Great Saunter 2006

New York, NY, USA

Shorewalkers

Hikers on the Great Saunter walk through Riverside Park

New York, NY, USA

As I hobbled through Smuggler’s Cove, an elderly gentleman asked me in slightly accented English if I was “doing the walk.” I said that I was. “How much of it?” he asked. “Well, all of it, I hope,” I answered. He gave me a look that suggested that he thought the sun had softened my brain. “No. What is the amount? How long is it?” he asked. “Oh,” I said. “Thirty-two miles.” He wished me luck, and I limped on, trying not to think about blisters.

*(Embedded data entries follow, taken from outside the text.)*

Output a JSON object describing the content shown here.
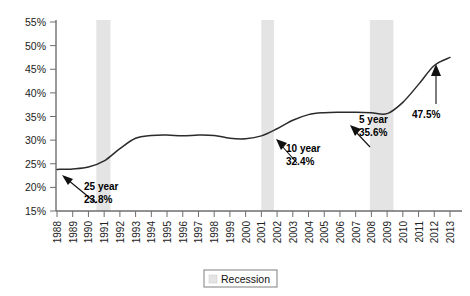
{
  "chart_data": {
    "type": "line",
    "title": "",
    "xlabel": "",
    "ylabel": "",
    "ylim": [
      15,
      55
    ],
    "ytick_values": [
      15,
      20,
      25,
      30,
      35,
      40,
      45,
      50,
      55
    ],
    "ytick_labels": [
      "15%",
      "20%",
      "25%",
      "30%",
      "35%",
      "40%",
      "45%",
      "50%",
      "55%"
    ],
    "grid": false,
    "legend_position": "bottom-center",
    "x": [
      1988,
      1989,
      1990,
      1991,
      1992,
      1993,
      1994,
      1995,
      1996,
      1997,
      1998,
      1999,
      2000,
      2001,
      2002,
      2003,
      2004,
      2005,
      2006,
      2007,
      2008,
      2009,
      2010,
      2011,
      2012,
      2013
    ],
    "xtick_labels": [
      "1988",
      "1989",
      "1990",
      "1991",
      "1992",
      "1993",
      "1994",
      "1995",
      "1996",
      "1997",
      "1998",
      "1999",
      "2000",
      "2001",
      "2002",
      "2003",
      "2004",
      "2005",
      "2006",
      "2007",
      "2008",
      "2009",
      "2010",
      "2011",
      "2012",
      "2013"
    ],
    "series": [
      {
        "name": "Share",
        "values": [
          23.8,
          23.9,
          24.3,
          25.6,
          28.2,
          30.4,
          31.0,
          31.1,
          30.9,
          31.1,
          31.0,
          30.4,
          30.3,
          30.9,
          32.4,
          34.2,
          35.4,
          35.8,
          35.9,
          35.9,
          35.8,
          35.6,
          38.0,
          41.8,
          45.8,
          47.5
        ]
      }
    ],
    "recession_bands": [
      {
        "start": 1990.5,
        "end": 1991.4
      },
      {
        "start": 2001.0,
        "end": 2001.8
      },
      {
        "start": 2007.9,
        "end": 2009.4
      }
    ],
    "annotations": [
      {
        "id": "annot-25-year",
        "title": "25 year",
        "value": "23.8%",
        "point_x": 1988,
        "point_y": 23.8
      },
      {
        "id": "annot-10-year",
        "title": "10 year",
        "value": "32.4%",
        "point_x": 2002,
        "point_y": 32.4
      },
      {
        "id": "annot-5-year",
        "title": "5 year",
        "value": "35.6%",
        "point_x": 2009,
        "point_y": 35.6
      },
      {
        "id": "annot-1-year",
        "title": "",
        "value": "47.5%",
        "point_x": 2013,
        "point_y": 47.5
      }
    ],
    "legend": [
      {
        "label": "Recession",
        "color": "#e4e4e4"
      }
    ]
  },
  "colors": {
    "line": "#2b2b2b",
    "recession": "#e4e4e4",
    "axis": "#6e6e6e",
    "background": "#ffffff"
  }
}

It was not the oddest conversation of the day. That was probably the one that I had with a teenager with dyed hair outside the UN Building, who asked me if I knew whether she could get a piercing anywhere close to Times Square and how old she needed to be. She seemed a little tense, as if she was well aware that her school trip to the Wicked City was almost over and that she only had one more chance to score a coveted tongue stud or eyebrow bolt before she was bundled aboard the coach and whisked back to Iowa or wherever she came from. She was very polite, though, and I wished I could have been more helpful to her.

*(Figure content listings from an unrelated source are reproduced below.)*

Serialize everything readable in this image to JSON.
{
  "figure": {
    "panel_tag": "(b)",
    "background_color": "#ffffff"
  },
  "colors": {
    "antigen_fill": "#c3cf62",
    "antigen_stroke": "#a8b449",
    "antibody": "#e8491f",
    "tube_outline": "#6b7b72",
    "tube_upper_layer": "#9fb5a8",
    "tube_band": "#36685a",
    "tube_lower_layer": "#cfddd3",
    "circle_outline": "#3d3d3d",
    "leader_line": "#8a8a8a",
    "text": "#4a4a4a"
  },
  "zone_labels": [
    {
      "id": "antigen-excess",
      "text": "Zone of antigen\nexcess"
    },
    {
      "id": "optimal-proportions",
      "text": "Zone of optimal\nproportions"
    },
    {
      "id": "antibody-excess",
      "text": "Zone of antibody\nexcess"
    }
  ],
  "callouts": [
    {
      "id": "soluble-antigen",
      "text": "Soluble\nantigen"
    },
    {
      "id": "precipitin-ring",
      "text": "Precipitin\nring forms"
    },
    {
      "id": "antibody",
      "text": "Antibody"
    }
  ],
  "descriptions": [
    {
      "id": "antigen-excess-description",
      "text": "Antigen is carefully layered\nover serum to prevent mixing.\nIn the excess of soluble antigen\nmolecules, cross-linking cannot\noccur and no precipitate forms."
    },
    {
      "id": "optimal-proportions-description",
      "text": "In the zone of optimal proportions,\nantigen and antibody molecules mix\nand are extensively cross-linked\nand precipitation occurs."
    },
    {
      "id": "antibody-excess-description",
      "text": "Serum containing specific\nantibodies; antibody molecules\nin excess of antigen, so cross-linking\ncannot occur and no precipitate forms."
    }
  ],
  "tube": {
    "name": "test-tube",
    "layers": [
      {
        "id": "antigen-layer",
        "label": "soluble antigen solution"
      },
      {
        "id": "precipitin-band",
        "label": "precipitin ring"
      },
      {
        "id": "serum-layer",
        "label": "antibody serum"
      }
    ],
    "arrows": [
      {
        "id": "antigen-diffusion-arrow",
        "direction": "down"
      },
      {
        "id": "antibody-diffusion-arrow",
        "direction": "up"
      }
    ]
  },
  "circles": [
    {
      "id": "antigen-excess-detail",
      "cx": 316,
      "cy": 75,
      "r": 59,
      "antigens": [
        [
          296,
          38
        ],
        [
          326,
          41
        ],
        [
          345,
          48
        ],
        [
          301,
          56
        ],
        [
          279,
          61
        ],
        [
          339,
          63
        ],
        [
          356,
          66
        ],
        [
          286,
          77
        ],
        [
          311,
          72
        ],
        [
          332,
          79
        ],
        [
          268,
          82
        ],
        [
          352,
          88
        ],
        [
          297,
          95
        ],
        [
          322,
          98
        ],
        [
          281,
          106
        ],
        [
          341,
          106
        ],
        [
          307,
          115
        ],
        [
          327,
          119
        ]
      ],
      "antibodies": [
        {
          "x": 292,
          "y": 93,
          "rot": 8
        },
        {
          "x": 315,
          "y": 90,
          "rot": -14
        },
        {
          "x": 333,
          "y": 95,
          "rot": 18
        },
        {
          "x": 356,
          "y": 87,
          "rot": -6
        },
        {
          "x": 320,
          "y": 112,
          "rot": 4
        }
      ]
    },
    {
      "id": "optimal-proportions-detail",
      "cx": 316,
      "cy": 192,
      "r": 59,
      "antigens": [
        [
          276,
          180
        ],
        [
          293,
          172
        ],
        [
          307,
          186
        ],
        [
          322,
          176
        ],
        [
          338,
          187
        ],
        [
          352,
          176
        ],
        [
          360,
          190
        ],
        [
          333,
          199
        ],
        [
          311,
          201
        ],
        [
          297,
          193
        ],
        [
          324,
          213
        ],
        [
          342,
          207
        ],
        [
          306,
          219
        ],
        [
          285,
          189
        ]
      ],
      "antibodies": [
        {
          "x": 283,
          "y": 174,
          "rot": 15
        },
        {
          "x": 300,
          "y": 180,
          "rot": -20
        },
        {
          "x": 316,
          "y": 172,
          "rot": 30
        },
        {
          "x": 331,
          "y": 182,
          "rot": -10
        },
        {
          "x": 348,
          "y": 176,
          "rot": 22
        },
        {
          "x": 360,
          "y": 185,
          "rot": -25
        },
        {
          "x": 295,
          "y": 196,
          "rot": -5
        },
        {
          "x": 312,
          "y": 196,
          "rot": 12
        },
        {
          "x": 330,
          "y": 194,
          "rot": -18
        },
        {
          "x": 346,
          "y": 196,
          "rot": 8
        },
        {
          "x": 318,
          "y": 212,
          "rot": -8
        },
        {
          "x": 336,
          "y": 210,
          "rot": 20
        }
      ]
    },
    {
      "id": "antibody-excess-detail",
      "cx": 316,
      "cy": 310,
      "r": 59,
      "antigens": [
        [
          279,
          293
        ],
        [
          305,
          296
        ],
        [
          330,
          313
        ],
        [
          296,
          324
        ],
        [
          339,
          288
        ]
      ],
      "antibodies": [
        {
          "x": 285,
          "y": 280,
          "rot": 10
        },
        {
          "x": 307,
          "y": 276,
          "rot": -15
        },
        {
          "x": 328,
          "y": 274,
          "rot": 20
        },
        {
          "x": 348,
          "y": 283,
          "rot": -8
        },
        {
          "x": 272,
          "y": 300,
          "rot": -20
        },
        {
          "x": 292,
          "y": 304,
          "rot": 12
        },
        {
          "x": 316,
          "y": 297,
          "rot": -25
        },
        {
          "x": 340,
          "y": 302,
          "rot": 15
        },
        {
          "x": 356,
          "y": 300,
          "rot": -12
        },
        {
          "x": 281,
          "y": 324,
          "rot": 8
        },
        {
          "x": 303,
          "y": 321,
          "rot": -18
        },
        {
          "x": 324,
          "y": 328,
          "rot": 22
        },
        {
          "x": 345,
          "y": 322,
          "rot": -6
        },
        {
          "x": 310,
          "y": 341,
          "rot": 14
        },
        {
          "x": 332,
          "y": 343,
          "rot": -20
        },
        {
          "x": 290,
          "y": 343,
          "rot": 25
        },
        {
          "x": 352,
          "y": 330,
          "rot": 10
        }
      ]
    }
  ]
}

The Great Saunter has become something of a yearly ritual for me, perhaps because it combines two things that I like – Manhattan and walking. Still, thirty-two miles is thirty-two miles, and there’s a certain amount of pain mixed in with the pleasure. For the hard-core Shorewalkers – gnarled veterans with white hair and bulging calf muscles, powering effortlessly through the miles - or some of the fitter newcomers – like the two sporty, pretty girls in black who seemed to float rather than stride along – it may have been a stroll in the park (20 parks, actually, according to Shorewalkers). For ordinary mortals, of whom I seemed to be almost the only one there, it’s more of a challenge.

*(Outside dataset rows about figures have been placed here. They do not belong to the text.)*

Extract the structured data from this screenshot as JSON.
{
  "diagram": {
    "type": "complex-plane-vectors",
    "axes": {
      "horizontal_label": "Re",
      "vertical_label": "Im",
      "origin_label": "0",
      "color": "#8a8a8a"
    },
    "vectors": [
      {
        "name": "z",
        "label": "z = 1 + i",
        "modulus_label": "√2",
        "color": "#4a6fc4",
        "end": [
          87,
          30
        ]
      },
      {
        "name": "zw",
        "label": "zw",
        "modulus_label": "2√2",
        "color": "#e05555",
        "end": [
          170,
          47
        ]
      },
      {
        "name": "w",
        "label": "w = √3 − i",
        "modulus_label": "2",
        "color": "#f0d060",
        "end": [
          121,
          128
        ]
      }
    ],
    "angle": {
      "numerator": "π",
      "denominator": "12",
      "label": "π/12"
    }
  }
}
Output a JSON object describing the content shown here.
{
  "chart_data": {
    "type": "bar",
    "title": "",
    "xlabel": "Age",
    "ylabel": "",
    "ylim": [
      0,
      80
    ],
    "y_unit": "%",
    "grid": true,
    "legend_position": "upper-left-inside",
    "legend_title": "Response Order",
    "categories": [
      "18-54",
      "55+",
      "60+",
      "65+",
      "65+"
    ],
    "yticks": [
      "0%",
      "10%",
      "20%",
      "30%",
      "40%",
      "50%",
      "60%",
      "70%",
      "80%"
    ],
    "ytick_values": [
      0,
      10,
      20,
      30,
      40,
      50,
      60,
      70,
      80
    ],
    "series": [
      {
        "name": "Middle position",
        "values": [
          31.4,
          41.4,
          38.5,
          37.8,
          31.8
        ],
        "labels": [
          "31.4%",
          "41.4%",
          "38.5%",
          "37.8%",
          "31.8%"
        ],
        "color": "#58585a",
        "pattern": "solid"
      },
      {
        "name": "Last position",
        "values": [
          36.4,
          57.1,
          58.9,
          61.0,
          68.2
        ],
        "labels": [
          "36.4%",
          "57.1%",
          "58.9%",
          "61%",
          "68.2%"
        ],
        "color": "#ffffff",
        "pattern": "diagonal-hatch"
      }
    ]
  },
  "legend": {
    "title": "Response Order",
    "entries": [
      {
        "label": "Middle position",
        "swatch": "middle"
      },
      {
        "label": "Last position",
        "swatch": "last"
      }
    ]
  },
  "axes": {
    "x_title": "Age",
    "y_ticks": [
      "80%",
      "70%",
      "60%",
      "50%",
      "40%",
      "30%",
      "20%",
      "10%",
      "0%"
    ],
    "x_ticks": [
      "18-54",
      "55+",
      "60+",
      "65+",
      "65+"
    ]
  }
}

Even familiarity with the route doesn’t stop me being surprised by the constant changes along the way, and there are always new things to see. In Riverside Park, an art project composed of hundreds of fluorescent orange balls bobbed in the gray waters of the Hudson. On 1st Avenue, a massive ConEd building that I remembered from last year was going down under the wrecking ball, cascades of rubble pouring from great gouges in the walls. By next year it will probably be a condominium complex. And then there are the truly transient details, like a Harlem street closed off with yellow police tape and filled with police cruisers and snappily-dressed detectives who seemed more interested in the stream of walkers wandering past with numbers pinned on them than whatever it was that they were supposed to be investigating.

“So what’s a saunter, anyway?” asked one of the sporty girls. I did my best to imitate a languid, Pink Panther-like strolling gait. “Oh,” she said, apparently satisfied. I’m glad I resorted to ambulatory theatre rather than trotting out a dictionary definition, but I wish I had looked the word up beforehand. Then I could have told her that ‘saunter’ derives from a Middle English verb meaning ‘to muse’. Somehow that seems particularly appropriate.